The 2016 renaissance isn’t happening because the culture was better back then. It’s happening because culture is stuck today. We’ve entered an era where originality is treated as a liability and nostalgia is the safest possible aesthetic. Nothing is allowed to exist unless it has already been validated by mass adoption. Trends don’t emerge anymore — they’re recycled, approved, and redeployed. We aren’t moving forward; we’re looping.
What’s most unsettling is that we already know how culture is supposed to work. New movements don’t start big. They start small, strange, underdeveloped, and deeply uncool. Subcultures are meant to exist in obscurity before they’re understood. But today, artists, brands, and even individuals refuse to engage with anything that hasn’t already crossed a visibility threshold. By the time something is “safe” to join, it’s too late to shape it — or to define yourself through it. The result is a frozen cultural landscape where nothing new is allowed to grow because no one is willing to take the risk of being early.
This is why we keep going back to 2016. Not because it was better, but because it’s familiar. Nostalgia requires no courage. It asks nothing of us except recognition. But familiarity isn’t meaning, and repetition isn’t culture. If we want to be the twenty-somethings kids look back on in ten years, if we want to build something instead of endlessly quoting it, then we have to stop treating trends like proof of worth and start enjoying things again, even when no one else is watching.
But 2016 was a system, not an aesthetic moment. The reason it’s so easy to revive is that it trained us how to participate: how to look, how to desire, how to perform ourselves in public. Its influence didn’t live only in music or fashion, but in the way visibility became the primary measure of value. Nowhere was that more apparent (or more damaging) than in the version of feminism that rose alongside influencer culture.
What turned this version of feminism from rhetoric into reality wasn’t just individual choice; it was the platforms and brands that learned how to monetize it faster than anyone could interrogate it. Instagram helped operationalize beauty standards, not simply reflect them. The body became content, and content became currency. Visibility was rewarded, algorithmically and financially, but only if it adhered to a narrow, hyper-legible aesthetic. Empowerment was no longer something you felt; but something you performed.
Brands followed closely behind. They didn’t care about feminism so much as scalability. A single, repeatable image of desirability is far easier to sell than genuine multiplicity. So “choice” was flattened into a look: tiny bikinis, smooth bodies, effortless sex appeal presented as authenticity. By the time the aesthetic reached mass adoption, it had already lost the nuance it claimed to represent. What began as individual expression hardened into expectation, and anything outside it quietly disappeared — from shelves, from feeds, from cultural relevance.
And the truth is, I wanted it. All of it. The influencers, the fashion, the music, the confidence that seemed to come so easily to other people. Even when it felt off, even when it made me uneasy, I still wanted access to the world it promised. When my mom let me participate in pieces of it — and then pointed out what was wrong (or what was an ugly top) — I got mad at her. At the time, it felt like a restriction. Now it feels more like fluency or more like immunity from the Rio de Janeiro filter-coloured fog. She could see the difference between desire and design, between wanting something and being sold it.
That tension, wanting what harms you while recognizing it’s harmful, wasn’t unique to feminism. It was the emotional backbone of the entire 2016 cultural package. The music romanticized instability. Fashion prized discomfort disguised as cool. Food trends sold indulgence as self-care and control as wellness. Relationships were framed as passionate when they were often just volatile. Everything was intense, curated, aestheticized, and just self-aware enough to deflect criticism. If it hurt, it meant something. If it was messy, it was authentic.
Looking back, it’s obvious how interconnected it all was. The same logic governed our bodies, our relationships, and our taste: visibility over substance, aesthetics over sustainability, validation over joy. That’s what makes nostalgia so seductive — and so dangerous. When we revive 2016 without examining it, we don’t just bring back chokers and playlists. We bring back the patterns we never fully analyzed.
And if we’re standing in 2026, facing eerily familiar political and cultural conditions, maybe the goal isn’t to relive what we wanted back then. Maybe it’s to finally learn from it. And in my case, to listen to my mother.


[What the exercise asks]: Count the lines of the records below that hold the word "gray", and give only the number.
== Information supplied ==
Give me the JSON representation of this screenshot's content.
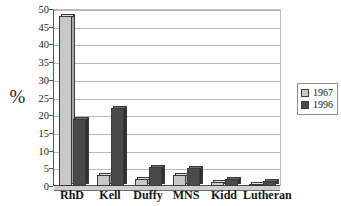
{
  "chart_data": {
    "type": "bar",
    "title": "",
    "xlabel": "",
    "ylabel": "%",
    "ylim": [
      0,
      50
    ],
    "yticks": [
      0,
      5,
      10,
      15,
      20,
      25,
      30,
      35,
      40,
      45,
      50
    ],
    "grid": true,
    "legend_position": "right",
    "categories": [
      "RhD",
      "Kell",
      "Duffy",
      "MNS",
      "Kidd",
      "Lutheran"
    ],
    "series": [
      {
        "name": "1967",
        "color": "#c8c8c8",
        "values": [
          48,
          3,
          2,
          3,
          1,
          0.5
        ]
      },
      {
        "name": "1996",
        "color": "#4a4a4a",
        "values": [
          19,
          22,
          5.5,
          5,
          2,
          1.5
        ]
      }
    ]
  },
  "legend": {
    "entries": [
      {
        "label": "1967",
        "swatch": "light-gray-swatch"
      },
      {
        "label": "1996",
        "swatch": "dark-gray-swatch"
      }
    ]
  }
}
===
[The answer]: 2